Watch for — Tuber and root rot: The fat tuberous root rots quickly if watered while cold or kept in dense, moisture-retentive soil. Use a very gritty mix and keep nearly dry in winter and summer dormancy.
How to tell rabiea albinota needs repotting
Repotting on a calendar is less reliable than reading the plant. For rabiea albinota, watch for these signs:
- Flowering has tailed off year on year and the clump has become congested and overcrowded.
- Lots of leaf and few flowers — a classic sign that rabiea albinota bulbs or tubers need lifting and dividing.
- Bulbs visibly bursting the pot or pushing each other to the surface.
- It is the natural dormancy window (foliage yellowed and died back) — the only safe time to lift and split.
For the underlying biology of a pot-bound root system and why it stalls a plant, see our guide to spotting and fixing a root-bound plant.
How often to repot rabiea albinota
Lift and divide every 3–4 years once clumps congest. Rather than a true repot, rabiea albinota is lifted and divided once the clump congests and flowering drops off. Slow-growing, clump-forming dwarf succulent that builds a small mound of rosettes from a fat tuberous root; semi-deciduous in extreme dormancy..

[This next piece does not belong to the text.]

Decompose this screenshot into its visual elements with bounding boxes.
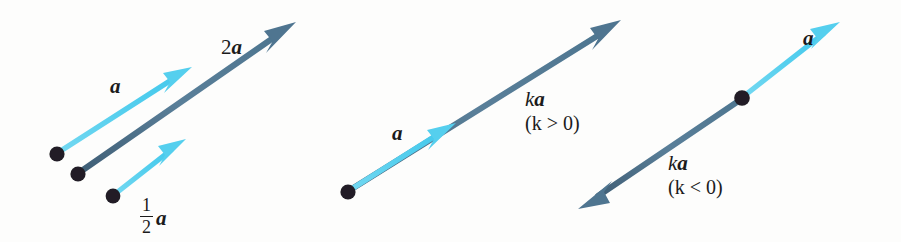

What size pot to step rabiea albinota up to
Pot size matters less than depth and spacing here. When you replant rabiea albinota, set the bulbs or tubers at the correct depth (a rough guide: two to three times their own height of soil over the top) and space them so they are not touching. A wide, shallow pot suits a clump better than a tall narrow one.

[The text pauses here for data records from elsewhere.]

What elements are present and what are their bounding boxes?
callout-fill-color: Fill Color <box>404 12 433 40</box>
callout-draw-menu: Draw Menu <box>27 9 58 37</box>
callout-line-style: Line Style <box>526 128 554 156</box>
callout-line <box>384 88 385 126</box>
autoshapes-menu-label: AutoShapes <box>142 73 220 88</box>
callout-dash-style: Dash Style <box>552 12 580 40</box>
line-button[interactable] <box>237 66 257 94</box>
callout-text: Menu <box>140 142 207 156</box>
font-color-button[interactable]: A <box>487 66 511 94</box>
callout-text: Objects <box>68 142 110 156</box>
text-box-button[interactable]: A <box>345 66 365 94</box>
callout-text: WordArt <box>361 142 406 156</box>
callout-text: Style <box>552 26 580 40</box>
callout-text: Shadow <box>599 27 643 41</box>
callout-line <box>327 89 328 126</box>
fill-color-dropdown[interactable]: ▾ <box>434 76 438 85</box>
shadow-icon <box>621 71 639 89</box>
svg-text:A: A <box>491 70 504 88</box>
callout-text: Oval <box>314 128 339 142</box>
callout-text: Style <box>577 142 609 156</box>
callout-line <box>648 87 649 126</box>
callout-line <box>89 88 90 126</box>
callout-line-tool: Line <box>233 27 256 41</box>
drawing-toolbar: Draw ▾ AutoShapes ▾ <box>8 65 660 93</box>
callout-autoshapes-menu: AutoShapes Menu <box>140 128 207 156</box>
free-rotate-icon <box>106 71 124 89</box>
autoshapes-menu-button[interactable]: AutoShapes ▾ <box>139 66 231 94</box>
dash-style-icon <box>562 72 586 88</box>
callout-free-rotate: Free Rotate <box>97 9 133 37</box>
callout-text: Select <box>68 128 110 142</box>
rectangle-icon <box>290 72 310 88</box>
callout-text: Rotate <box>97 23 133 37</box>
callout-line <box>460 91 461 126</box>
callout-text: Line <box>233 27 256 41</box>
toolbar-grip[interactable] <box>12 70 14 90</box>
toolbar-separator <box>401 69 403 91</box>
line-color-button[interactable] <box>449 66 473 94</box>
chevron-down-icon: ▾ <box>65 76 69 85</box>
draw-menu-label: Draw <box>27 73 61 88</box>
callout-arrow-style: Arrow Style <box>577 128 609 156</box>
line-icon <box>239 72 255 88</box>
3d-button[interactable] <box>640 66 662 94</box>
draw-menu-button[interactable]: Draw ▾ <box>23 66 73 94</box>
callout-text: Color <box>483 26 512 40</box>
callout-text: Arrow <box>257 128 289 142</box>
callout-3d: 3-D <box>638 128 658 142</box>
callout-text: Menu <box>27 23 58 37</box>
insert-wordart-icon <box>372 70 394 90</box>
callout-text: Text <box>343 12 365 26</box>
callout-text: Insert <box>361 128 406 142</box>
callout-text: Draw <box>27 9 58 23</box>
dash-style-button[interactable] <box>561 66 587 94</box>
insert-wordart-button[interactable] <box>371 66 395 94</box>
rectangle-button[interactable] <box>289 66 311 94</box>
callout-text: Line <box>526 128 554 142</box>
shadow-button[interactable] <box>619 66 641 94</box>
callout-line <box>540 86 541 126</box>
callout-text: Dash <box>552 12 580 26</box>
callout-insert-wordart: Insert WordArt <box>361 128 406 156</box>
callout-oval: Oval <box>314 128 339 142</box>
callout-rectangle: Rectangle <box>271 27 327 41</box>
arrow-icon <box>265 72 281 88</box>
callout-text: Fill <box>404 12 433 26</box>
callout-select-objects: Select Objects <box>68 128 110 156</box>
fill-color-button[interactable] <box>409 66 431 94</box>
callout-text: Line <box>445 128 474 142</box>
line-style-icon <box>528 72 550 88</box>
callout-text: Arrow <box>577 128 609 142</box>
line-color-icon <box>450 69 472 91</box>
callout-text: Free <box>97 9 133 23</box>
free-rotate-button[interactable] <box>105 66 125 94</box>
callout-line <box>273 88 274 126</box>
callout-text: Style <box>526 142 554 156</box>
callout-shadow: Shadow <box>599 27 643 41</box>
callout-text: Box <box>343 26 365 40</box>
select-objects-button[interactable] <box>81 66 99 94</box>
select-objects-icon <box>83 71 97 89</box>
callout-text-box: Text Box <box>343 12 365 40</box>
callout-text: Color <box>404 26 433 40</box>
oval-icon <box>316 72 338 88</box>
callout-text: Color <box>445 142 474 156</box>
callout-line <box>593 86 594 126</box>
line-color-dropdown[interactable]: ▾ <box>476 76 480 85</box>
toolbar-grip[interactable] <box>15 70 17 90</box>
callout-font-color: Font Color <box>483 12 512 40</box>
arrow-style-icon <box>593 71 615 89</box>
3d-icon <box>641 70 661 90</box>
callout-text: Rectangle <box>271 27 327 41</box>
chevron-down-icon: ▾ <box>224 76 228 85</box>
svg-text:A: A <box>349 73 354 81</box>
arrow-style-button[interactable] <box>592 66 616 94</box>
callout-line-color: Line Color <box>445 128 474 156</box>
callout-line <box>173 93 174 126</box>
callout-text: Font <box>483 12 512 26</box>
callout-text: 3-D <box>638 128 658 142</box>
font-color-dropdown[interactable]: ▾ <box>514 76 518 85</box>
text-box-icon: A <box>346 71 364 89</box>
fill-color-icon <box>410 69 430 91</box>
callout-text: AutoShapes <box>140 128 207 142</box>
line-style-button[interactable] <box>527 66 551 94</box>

Not sure of the exact diameter? Our pot size calculator takes the current pot and root spread and tells you the right next size — it deliberately recommends a single step up, never a big jump.
The best time of year to repot rabiea albinota
The only safe window is dormancy: wait until the foliage has yellowed and died back naturally, lift and divide then, and replant before or at the start of the next growing season. Disturbing rabiea albinota in full growth or flower sets it back badly.
Step-by-step: repotting rabiea albinota
- Wait for dormancy. Let rabiea albinota foliage yellow and die back completely. Lifting while it is in growth wastes the energy it is storing for next year.
- Lift carefully. Loosen the soil well away from the bulbs/tubers with a fork and ease the whole clump out without spearing them.
- Separate the offsets. Gently pull the clump apart into individual bulbs or tubers. Keep only firm, healthy, blemish-free ones.
- Replant at the right depth. Reset them in fresh gritty, fast-draining mineral mix at the correct depth and spacing — not touching — so each has room to bulk up.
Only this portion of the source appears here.